EXERCISE PROMPT :: Line by line, copy out the entries exactly and leave the pictures behind.

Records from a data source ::

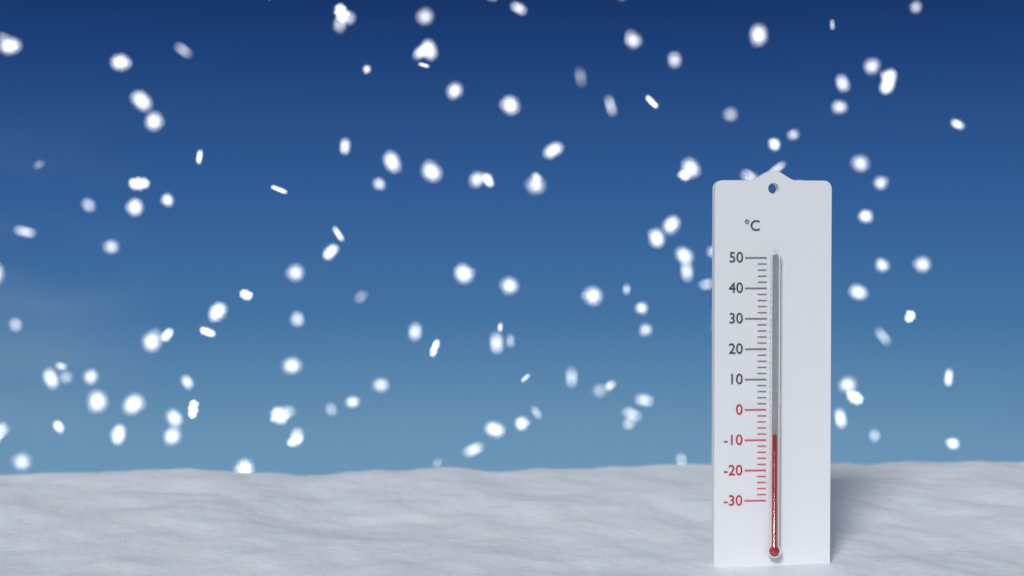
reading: -8 °C
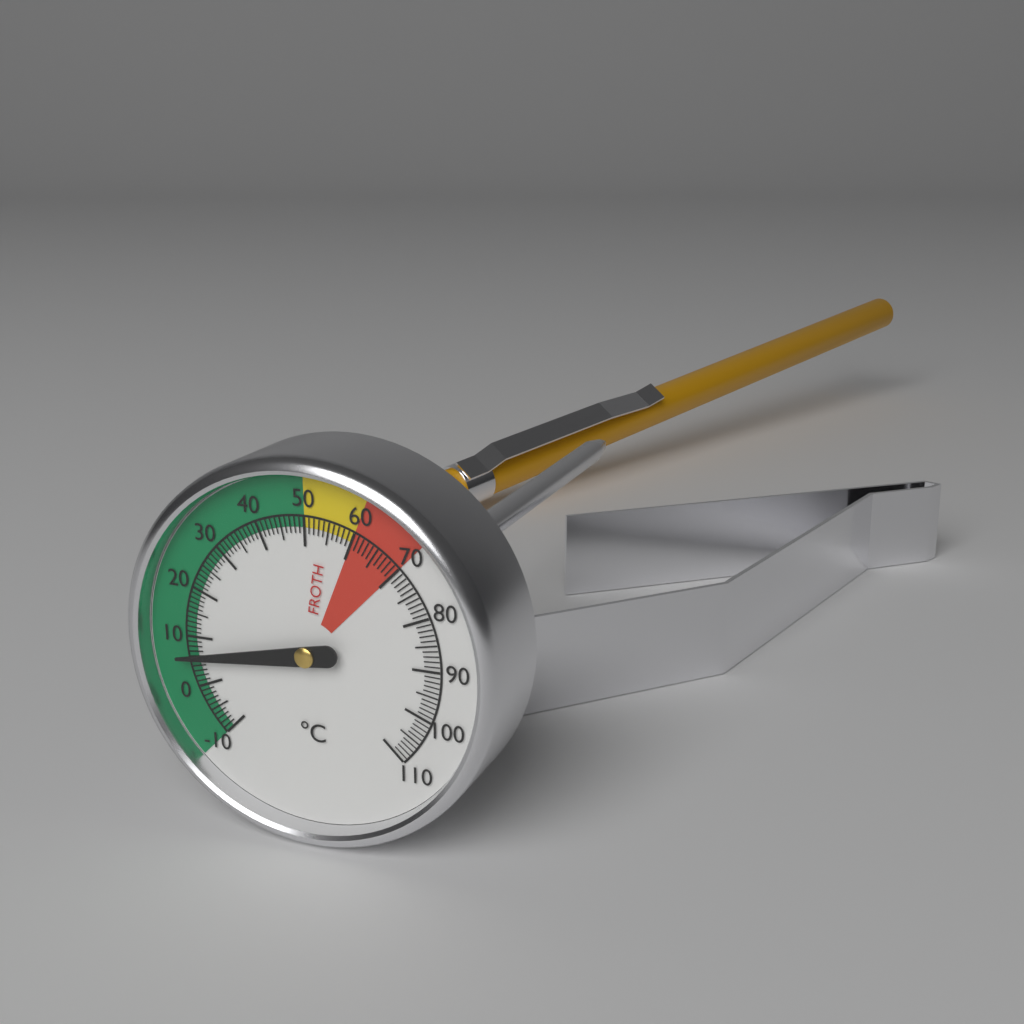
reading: 6 °C
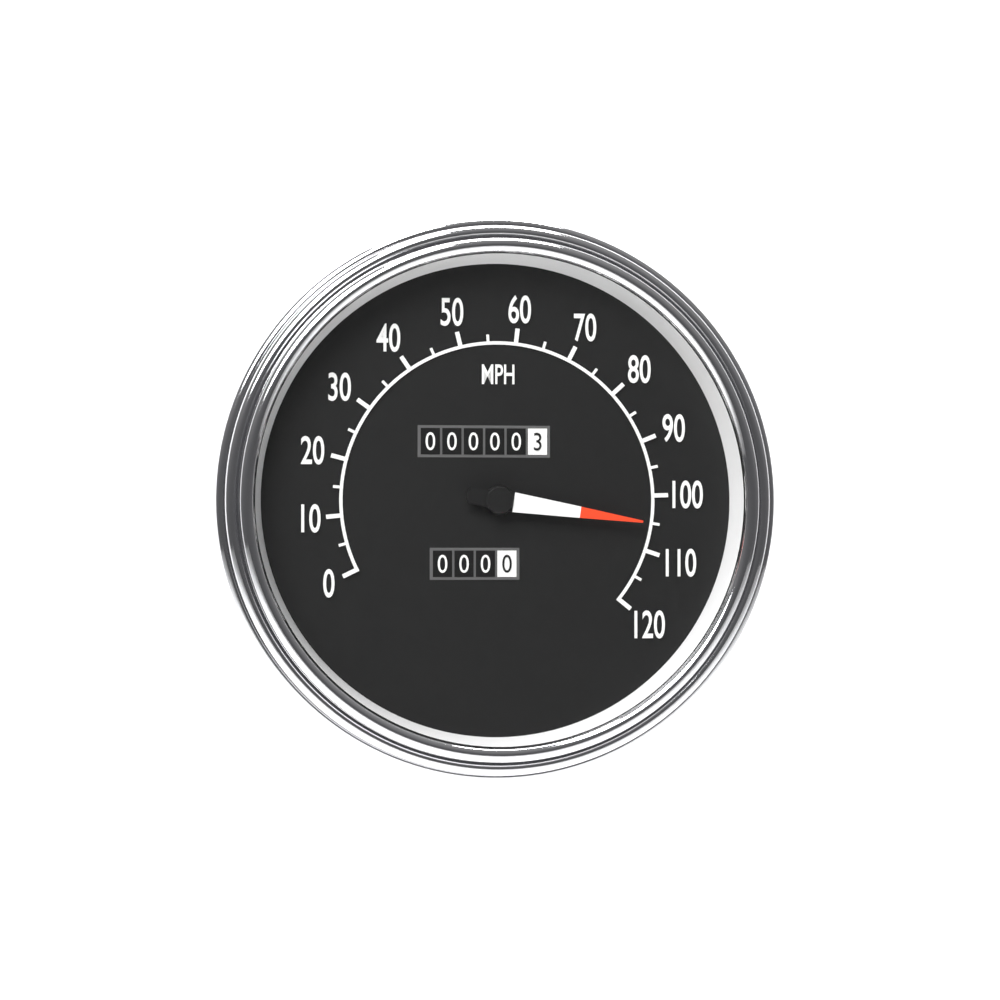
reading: 105 MPH
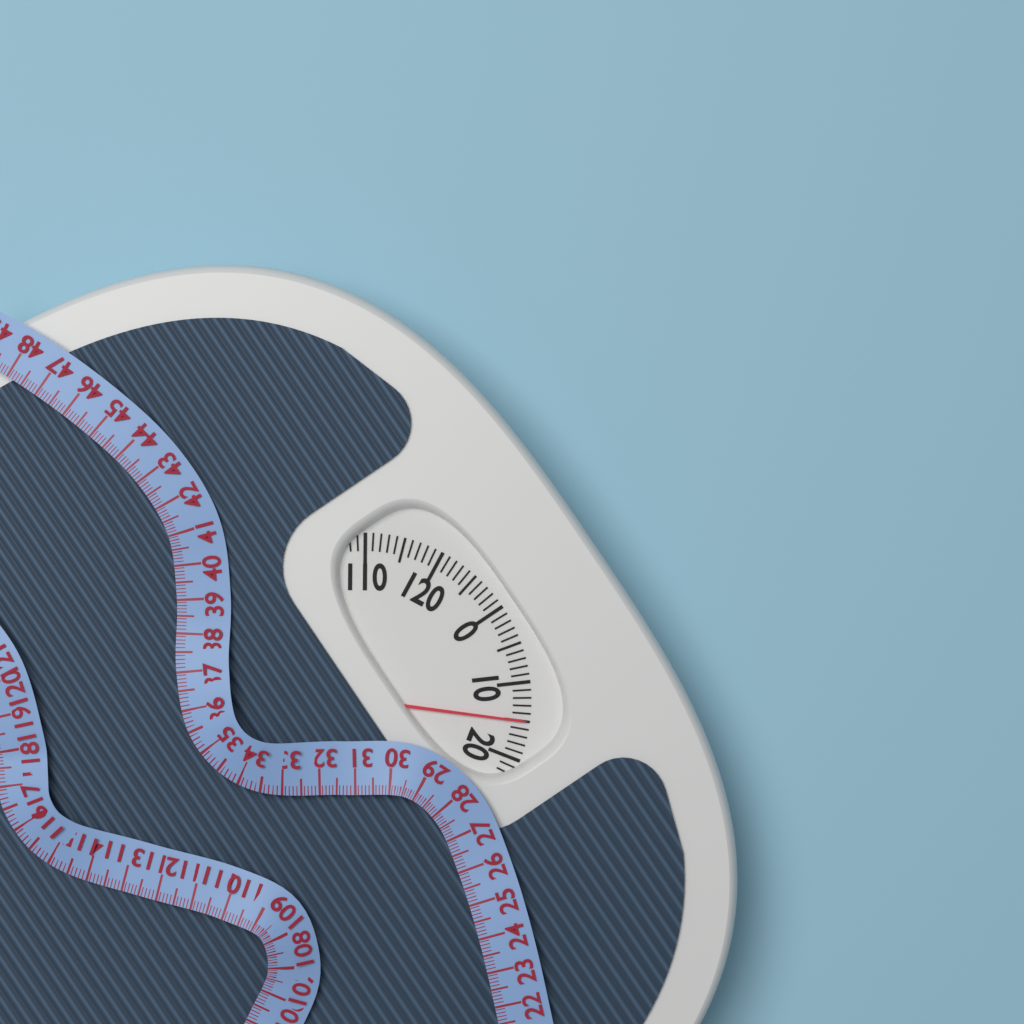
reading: 15 (no unit)
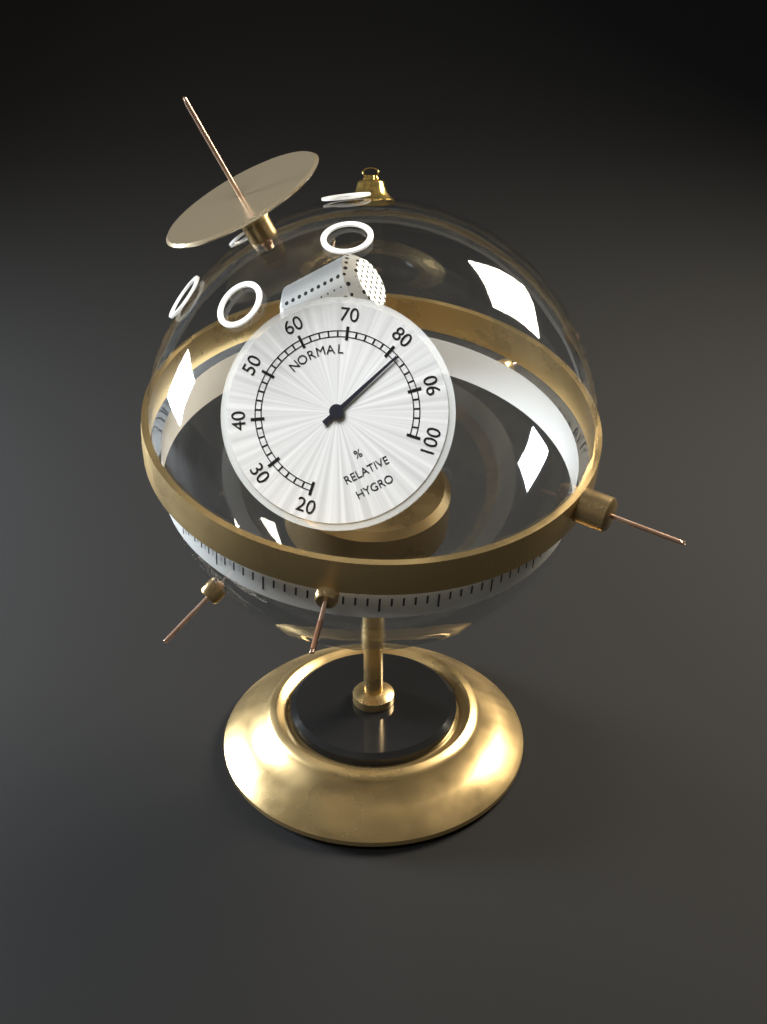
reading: 82 %
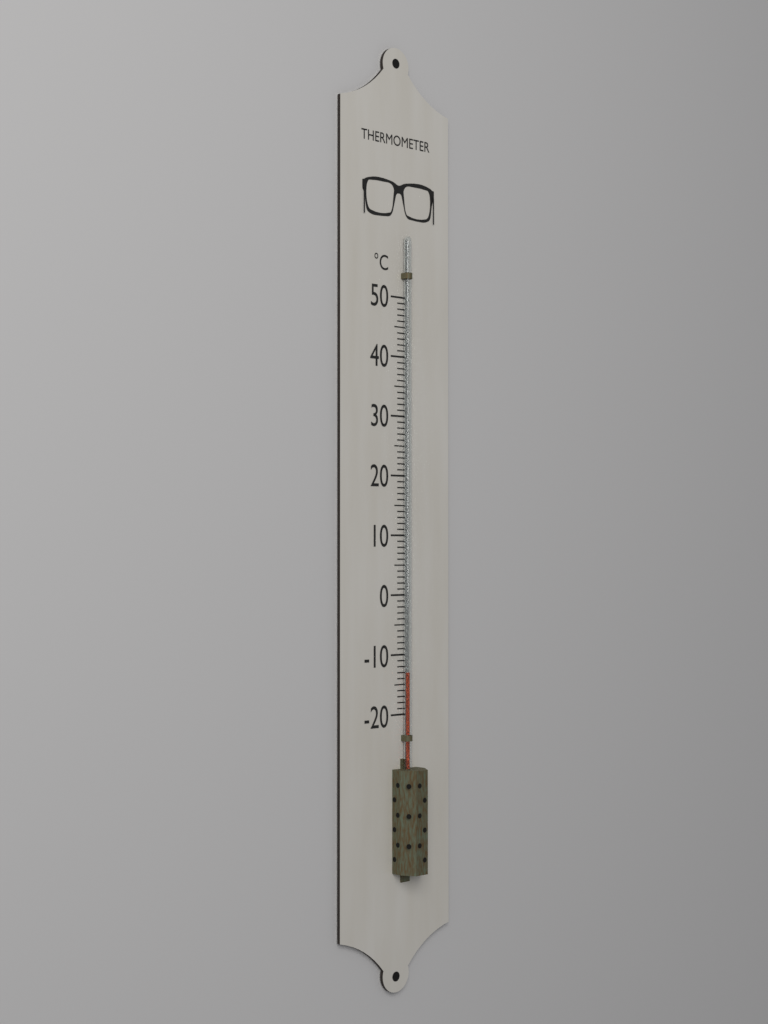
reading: -13 °C
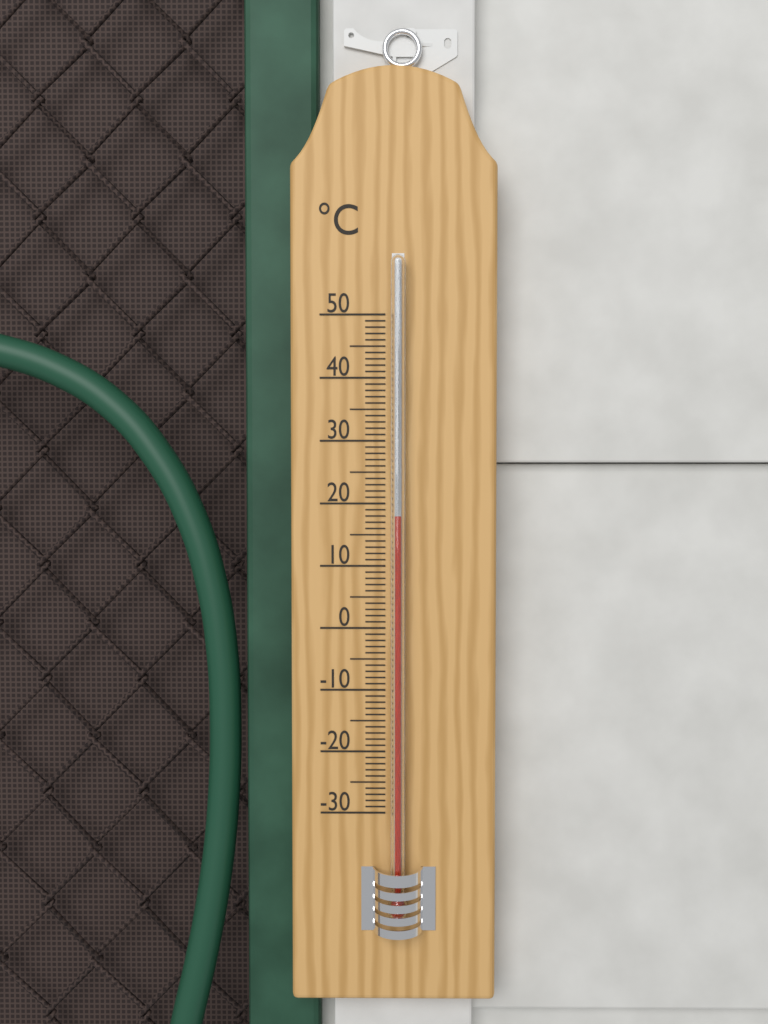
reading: 18 °C
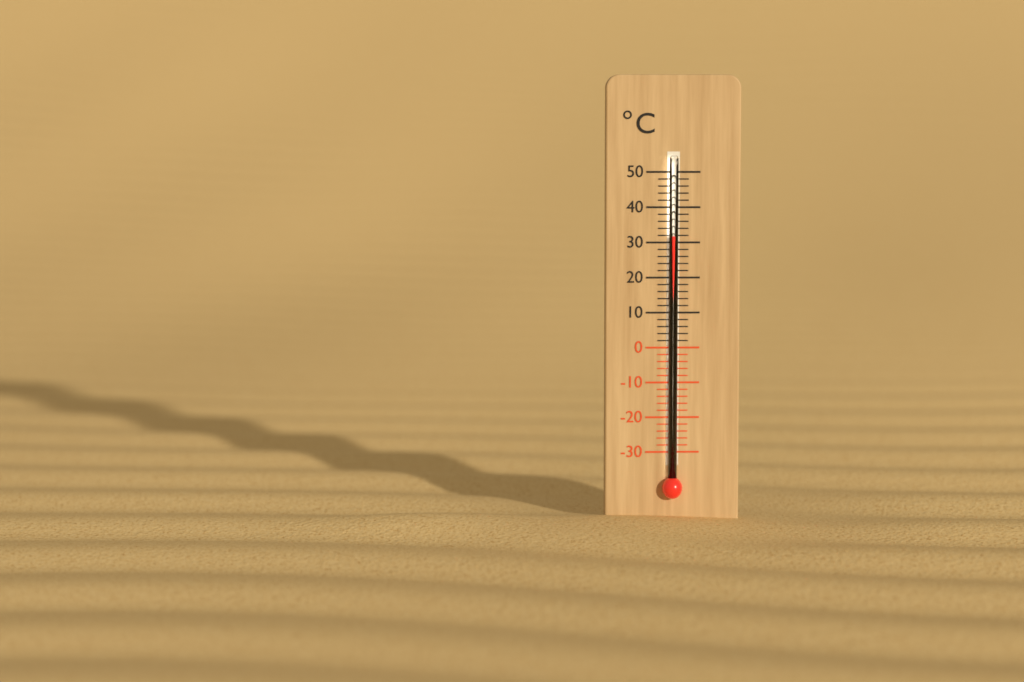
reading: 32 °C
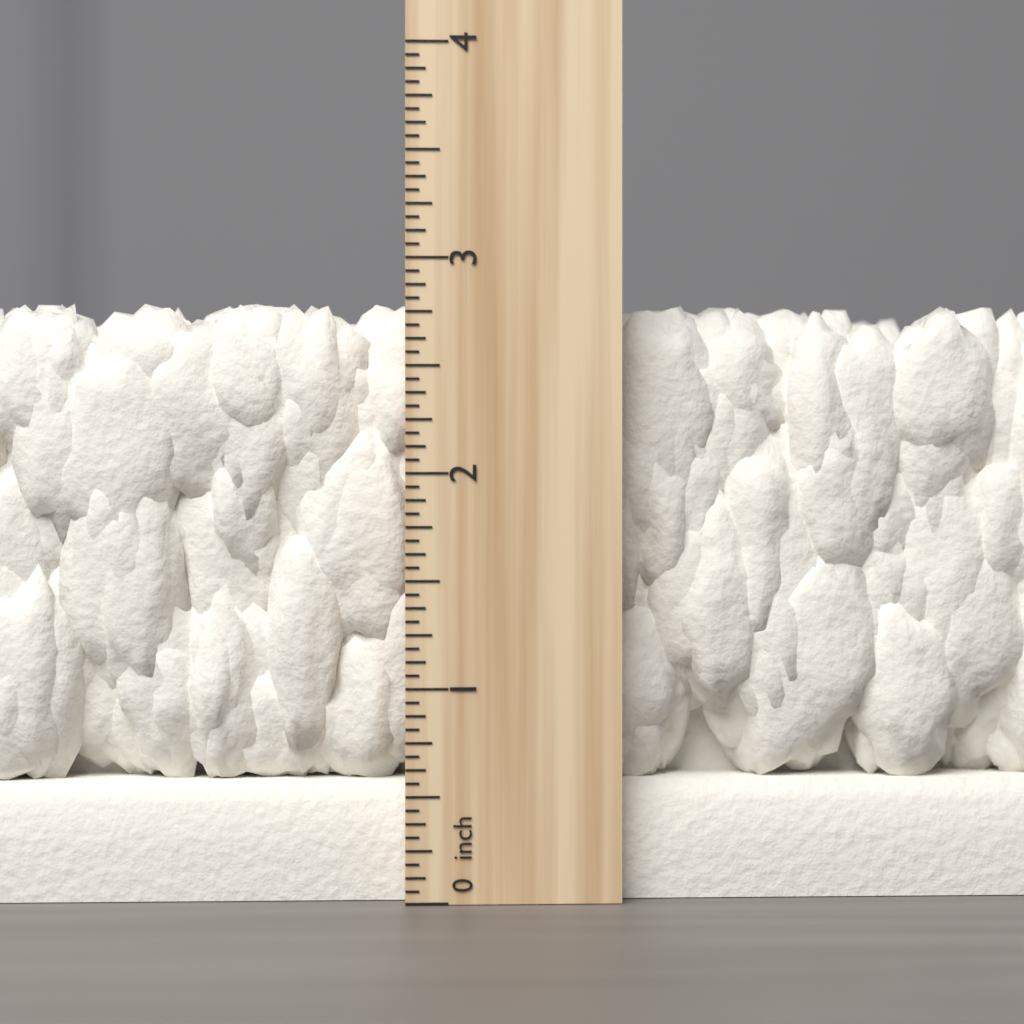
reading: 2.8125 inch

WRITTEN REPLY ::
reading: -8 °C
reading: 6 °C
reading: 105 MPH
reading: 15 (no unit)
reading: 82 %
reading: -13 °C
reading: 18 °C
reading: 32 °C
reading: 2.8125 inch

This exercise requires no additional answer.